Cities Too Smart for Their Own Good?

Illustration by David Plunkert

Visit Ben Green’s website.

 

Wouldn’t everyone want a hometown that’s a “smart city”? The answer seems obvious: who, after all, wants to live in a stupid city? And indeed, the technologies touted by smart-city advocates can seem utopian: self-driving cars, pothole-reporting apps, and sensors to detect the public’s every need—all connected by free public WiFi!

But for Ben Green, this utopian view is precisely the problem. Informed by his experience designing technology for the cities of New Haven, Memphis, and Boston, Green—now a doctoral candidate in applied math at Harvard’s Paulson School of Engineering and Applied Sciences and an affiliate of the Berkman Klein Center for Internet and Society—believes the technologies sold to policymakers and the public as tools of a brighter, optimized urban future actually have much darker potential. “The smart city threatens to be a place where self-driving cars have the run of downtowns and force out pedestrians,” he writes in a new book, The Smart Enough City (MIT Press), “where civic engagement is limited to requesting services through an app, where police use algorithms to justify and perpetuate racist practices, and where governments and companies surveil public space to control behavior.”

At the heart of Green’s warning is a mind-set he calls “tech goggles,” a tunnel vision that answers every problem with new technology. Thus in “smart city” vision, seemingly apolitical aspirations like “smartness,” “efficiency,” and “innovation” take on distorted meanings, focused on technology to the exclusion of all else. Often, Green said in an interview, “these visions are put forward by tech companies with clear profit motives to shift both what the public wants and what city governments believe is useful and valuable.”

As an example of tech-first thinking distorting a solution, he draws a parallel between cities adapting to automobiles in the early twentieth century and to autonomous vehicles in the twenty-first. In the 1920s and ’30s, automakers and engineers pushed “scientific” and “objective” methods for optimizing traffic speeds to pave the way for their new transportation technology, the car. Municipal roads redesigned for speeding vehicles pushed bicycles, pedestrians, public transit, and playing children off the streets, forever changing the geography of the American city.

Recent research into using autonomous vehicles to reduce traffic is already repeating this mistake, Green warns. In one instance, researchers at MIT demonstrated the supposed efficiency gains of self-driving cars with a simulation of the intersection of Massachusetts and Columbus avenues in Boston’s South End. Instead of waiting at traffic lights or crosswalks, the simulated cars coordinated with each other to move seamlessly through the intersection. “But there’s one important thing missing,” Green writes: “People.”

When political decisions are hidden inside technology design, citizens can’t shape the future of their own city.

If the simulation came to life in the real South End, the bike lanes, crosswalks, and walkable business districts that make it an attractive place to live would vanish. For Green, that’s a warning of how a seemingly objective technical solution could obscure intensely political decisions. “Any time you are trying to make a system more efficient,” he said, “you are by definition cutting out the things deemed inefficient. There’s a great deal of hidden politics around what is actually being defined” that way. And when such political decisions are hidden inside technology design, it becomes impossible for citizens to shape the future of their own city.

Green brims with cautionary tales, from a consortium of companies that includes investment and leadership from Sidewalk Labs (a subsidiary of Google’s parent company, Alphabet), using its control of New York City’s free public WiFi hotspots to slurp up detailed personal data, to predictive policing algorithms that exacerbate biases in cities from Oakland to Chicago by sending officers to patrol poor and minority neighborhoods—and arrest the local residents for minor crimes.

Green thinks it’s possible to escape these “smart” mistakes without discarding technical innovation entirely, pointing to cities that considered the social implications of their data and technology as they were developing it—and were better for it. Johnson County, Kansas, for instance, used crime statistics and other data not to direct police patrols but to expand social services for citizens at risk of falling through the cracks, before they entered the criminal justice system. “It’s not that cities should have no people who care about technology,” he said, “but they shouldn’t have their entire sense of innovation and progress based around technology.”

He hopes his book will be a wake-up call both to practitioners already in the field and to residents pushing for better cities. He says cities should not compete to be “smarter” than their peers if all that means is having newer and more powerful technology. Instead, he challenges them to take off the “tech goggles” and build the cities people want to live in. 

Updated June 27, 2019 to indicate that the role of Sidewalk Labs in New York City’s free public WiFi hotspots is as part of a consortium.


→ INSTRUCTIONS TO FOLLOW
The listing below is to be duplicated exactly, with every picture omitted.
*** Begin section ***
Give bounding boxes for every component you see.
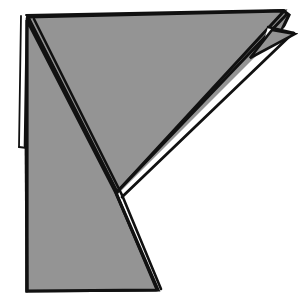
vertex-left-edge-break: [20, 144, 24, 148]
origami-fold-diagram: Origami fold diagram Line drawing of a f…: [0, 0, 298, 301]
vertex-center: [114, 191, 118, 195]
figure-root: Origami fold diagram Line drawing of a f…: [0, 0, 298, 301]
vertex-tip-top-right: [285, 12, 289, 16]
fold-left-edge-lower: [26, 147, 27, 291]
vertex-tip-right-lower: [292, 31, 296, 35]
vertex-apex-top-left: [26, 15, 30, 19]
vertex-bottom-right: [155, 287, 159, 291]
vertex-bottom-left: [25, 288, 29, 292]
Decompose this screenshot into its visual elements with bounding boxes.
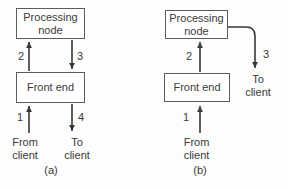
arrow-b-processing-to-client-icon — [228, 27, 255, 68]
processing-node-box-a: Processing node — [16, 8, 85, 39]
caption-b: (b) — [185, 164, 215, 176]
processing-node-label-a: Processing node — [18, 11, 83, 37]
caption-a: (a) — [36, 164, 66, 176]
from-client-label-b: From client — [180, 136, 213, 161]
to-client-label-b: To client — [241, 73, 275, 98]
arrow-label-3-a: 3 — [75, 51, 85, 62]
processing-node-label-b: Processing node — [167, 12, 226, 38]
arrow-label-1-a: 1 — [15, 112, 25, 123]
arrow-label-2-a: 2 — [16, 51, 26, 62]
arrow-label-3-b: 3 — [261, 49, 271, 60]
arrow-label-4-a: 4 — [76, 112, 86, 123]
front-end-label-b: Front end — [173, 81, 220, 94]
from-client-label-a: From client — [8, 136, 42, 161]
processing-node-box-b: Processing node — [165, 10, 228, 39]
arrow-label-2-b: 2 — [184, 51, 194, 62]
front-end-box-b: Front end — [164, 73, 230, 102]
front-end-box-a: Front end — [16, 72, 85, 103]
to-client-label-a: To client — [60, 136, 94, 161]
arrow-label-1-b: 1 — [181, 112, 191, 123]
front-end-label-a: Front end — [27, 81, 74, 94]
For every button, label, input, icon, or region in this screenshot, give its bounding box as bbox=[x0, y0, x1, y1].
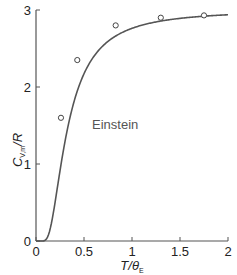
y-axis-title: CV,m/R bbox=[10, 133, 26, 167]
data-point bbox=[113, 23, 118, 28]
chart: 012300.511.52 Einstein CV,m/R T/θE bbox=[0, 0, 237, 275]
curve-label-einstein: Einstein bbox=[92, 117, 138, 132]
x-tick-label: 0.5 bbox=[75, 244, 93, 259]
data-point bbox=[58, 115, 63, 120]
y-tick-label: 0 bbox=[24, 234, 31, 249]
x-tick-label: 2 bbox=[224, 244, 231, 259]
y-tick-label: 2 bbox=[24, 80, 31, 95]
x-axis-title: T/θE bbox=[120, 258, 144, 274]
data-point bbox=[201, 13, 206, 18]
x-tick-label: 1.5 bbox=[171, 244, 189, 259]
data-point bbox=[158, 15, 163, 20]
x-tick-label: 1 bbox=[128, 244, 135, 259]
x-tick-label: 0 bbox=[32, 244, 39, 259]
data-point bbox=[75, 57, 80, 62]
y-tick-label: 3 bbox=[24, 3, 31, 18]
*** End section ***
→ ANSWER AREA
Give bounding boxes for every component you see.
vertex-left-edge-break: [20, 144, 24, 148]
origami-fold-diagram: Origami fold diagram Line drawing of a f…: [0, 0, 298, 301]
vertex-center: [114, 191, 118, 195]
figure-root: Origami fold diagram Line drawing of a f…: [0, 0, 298, 301]
vertex-tip-top-right: [285, 12, 289, 16]
fold-left-edge-lower: [26, 147, 27, 291]
vertex-tip-right-lower: [292, 31, 296, 35]
vertex-apex-top-left: [26, 15, 30, 19]
vertex-bottom-right: [155, 287, 159, 291]
vertex-bottom-left: [25, 288, 29, 292]
Decompose this screenshot into its visual elements with bounding boxes.
arrow-b-processing-to-client-icon — [228, 27, 255, 68]
processing-node-box-a: Processing node — [16, 8, 85, 39]
caption-b: (b) — [185, 164, 215, 176]
processing-node-label-a: Processing node — [18, 11, 83, 37]
caption-a: (a) — [36, 164, 66, 176]
from-client-label-b: From client — [180, 136, 213, 161]
to-client-label-b: To client — [241, 73, 275, 98]
arrow-label-3-a: 3 — [75, 51, 85, 62]
processing-node-label-b: Processing node — [167, 12, 226, 38]
arrow-label-1-a: 1 — [15, 112, 25, 123]
arrow-label-2-a: 2 — [16, 51, 26, 62]
arrow-label-3-b: 3 — [261, 49, 271, 60]
arrow-label-4-a: 4 — [76, 112, 86, 123]
front-end-label-b: Front end — [173, 81, 220, 94]
from-client-label-a: From client — [8, 136, 42, 161]
processing-node-box-b: Processing node — [165, 10, 228, 39]
arrow-label-2-b: 2 — [184, 51, 194, 62]
front-end-box-b: Front end — [164, 73, 230, 102]
front-end-box-a: Front end — [16, 72, 85, 103]
to-client-label-a: To client — [60, 136, 94, 161]
arrow-label-1-b: 1 — [181, 112, 191, 123]
front-end-label-a: Front end — [27, 81, 74, 94]
For every button, label, input, icon, or region in this screenshot, give its bounding box as bbox=[x0, y0, x1, y1].
y-axis-title: CV,m/R bbox=[10, 133, 26, 167]
data-point bbox=[113, 23, 118, 28]
chart: 012300.511.52 Einstein CV,m/R T/θE bbox=[0, 0, 237, 275]
curve-label-einstein: Einstein bbox=[92, 117, 138, 132]
x-tick-label: 0.5 bbox=[75, 244, 93, 259]
data-point bbox=[58, 115, 63, 120]
y-tick-label: 0 bbox=[24, 234, 31, 249]
x-tick-label: 2 bbox=[224, 244, 231, 259]
y-tick-label: 2 bbox=[24, 80, 31, 95]
x-axis-title: T/θE bbox=[120, 258, 144, 274]
data-point bbox=[201, 13, 206, 18]
x-tick-label: 1.5 bbox=[171, 244, 189, 259]
data-point bbox=[158, 15, 163, 20]
x-tick-label: 1 bbox=[128, 244, 135, 259]
x-tick-label: 0 bbox=[32, 244, 39, 259]
data-point bbox=[75, 57, 80, 62]
y-tick-label: 3 bbox=[24, 3, 31, 18]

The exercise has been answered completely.